The second child of Elyathamby and Sothy Vignarajah,Krishanti Vignarajah has been called a prominent Maryland resident,and one of Maryland’s “Top 100 Women” and “Top 50 Influential Marylanders” by The Daily Record. She and her brother Thiru Vignarajah arrived in the United States as young children when their parents fled civil war in Sri Lanka. At Yale College she earned a B.S. in Molecular, Cellular and Developmental Biology, graduating magna cum laude and with Phi Beta Kappa honors; she also earned a Master’s degree there in Political Science. She was a 2002 Marshall Scholar at the University of Oxford, where she received an M.Phil. in International Relations. She returned to Yale Law School, where she served on the Yale Law Journal.

Vignarajah is married to Collin O’Mara, president and CEO of the National Wildlife Federation.
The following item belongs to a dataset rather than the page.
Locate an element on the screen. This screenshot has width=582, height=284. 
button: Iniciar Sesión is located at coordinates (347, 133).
Their wedding was officiated by Senator Chris Coons of Delaware.

In June 2020, Vignarajah went public with her breast cancer diagnosis.] In an interview with The Baltimore Sun, she said, “My hope is to do my part to lift some of the stigma and anxiety that sits around breast cancer.”

Back from college for a summer, Vignarajah worked for Senator Paul Sarbanes. She has practiced law at Jenner & Block in Washington, DC; she has clerked for Chief Judge Michael Boudin on the U.S. Court of Appeals for the First Circuit, and has taught at Georgetown University as an adjunct.
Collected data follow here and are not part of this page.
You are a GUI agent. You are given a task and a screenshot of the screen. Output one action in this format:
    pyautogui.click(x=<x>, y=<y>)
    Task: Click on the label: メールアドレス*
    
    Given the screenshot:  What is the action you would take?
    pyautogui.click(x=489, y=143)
She was a Senior Advisor at the U. S. Department of State under Secretary Kerry and Secretary Clinton.

Working in Michelle Obama’s office, Vignarajah focussed on issues “related to entrepreneurship, private sector investment, infrastructure, women’s issues, engagement with youth and religious communities, climate change, and budget development and execution”.
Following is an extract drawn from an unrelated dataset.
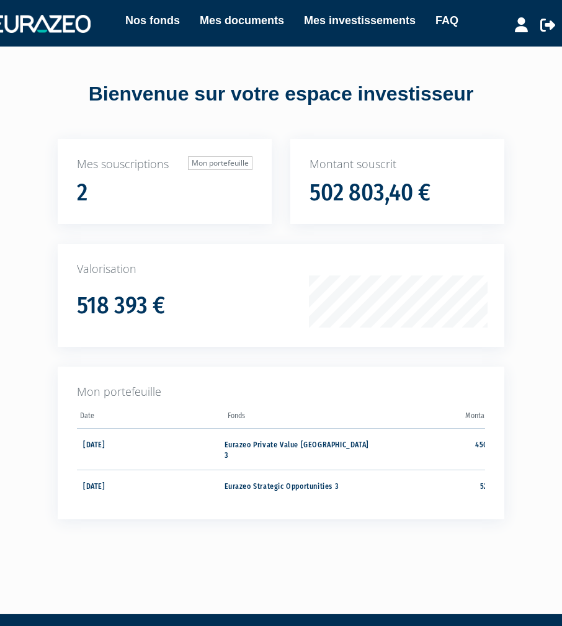  I want to click on p: Mon portefeuille, so click(281, 392).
Vignarajah ran for governor of Maryland in the 2018 primary election, finishing fourth. She gained “some national attention” because had she won, “she would have been the first woman, immigrant or person of color to be elected governor in the state”.

In 2019, she became president and CEO of the Lutheran Immigration and Refugee Service. During her tenure there, the refugee resettlement agency filed litigation against the Trump administration, challenging the legality of Executive Order 13888, which seeks to give state and local officials the authority to opt out of refugee resettlement in their jurisdictions. In an interview with NPR, Vignarajah described the policy as “cruel and shortsighted,” and noted that “refugees that have been waiting to be reunited with their families for years may be forced to settle hundreds of miles away.” Vignarajah also spoke out against the Executive Order in a Baltimore Sun OpEd entitled, “The courts should declare Trump’s refugee order unconstitutional.” The lawsuit has thus far resulted in a preliminary injunction against the policy, barring its implementation temporarily.[25][26] In response, Vignarajah told NBC News, “This injunction provides critical relief. Those who have been waiting for years to reunite with their families and friends will no longer have to choose between their loved ones and the resettlement services that are so critical in their first months as new Americans.”

Selected publicationsEdit

  • “How business leaders can help meet the needs of Afghan refugees” USA Today, December 9, 2021
  • “As the U.S. approaches withdrawal, our Afghan allies’ lives must be prioritized” The Washington Post, June 6, 2021
  • “Sohail Pardis was beheaded because the US didn’t reward him for his service” CNN, July, 28, 2021
  • “Don’t leave ICE out of police reform, brutality and racism in immigration enforcement” Houston Chronicle, July 3, 2020
  • “How The U.S. Can Fix The ‘Humanitarian Emergency’ At The Border” NowThis News, April 8, 2021
  • “On World Refugee Day, a shameful U.S. record to confront” New York Daily News, June 20, 2020
  • “USAID’s mission is too important to politicize and obstruct” The Hill, November 15, 2020
  • “Migrants in detention deserve dignity, sanitary conditions” The Atlanta Journal-Constitution, April 25,2020
  • “Massive detention facilities for migrant youth are failing” Miami Herald, May 28, 2019
  • “Family separation of migrant children allowed U.S. government to ‘traffic in kidnapping’” The Baltimore Sun, October 26, 2020
  • “Welcoming refugees is a matter of faith, economics, and freedom” Houston Chronicle, January 13, 2020.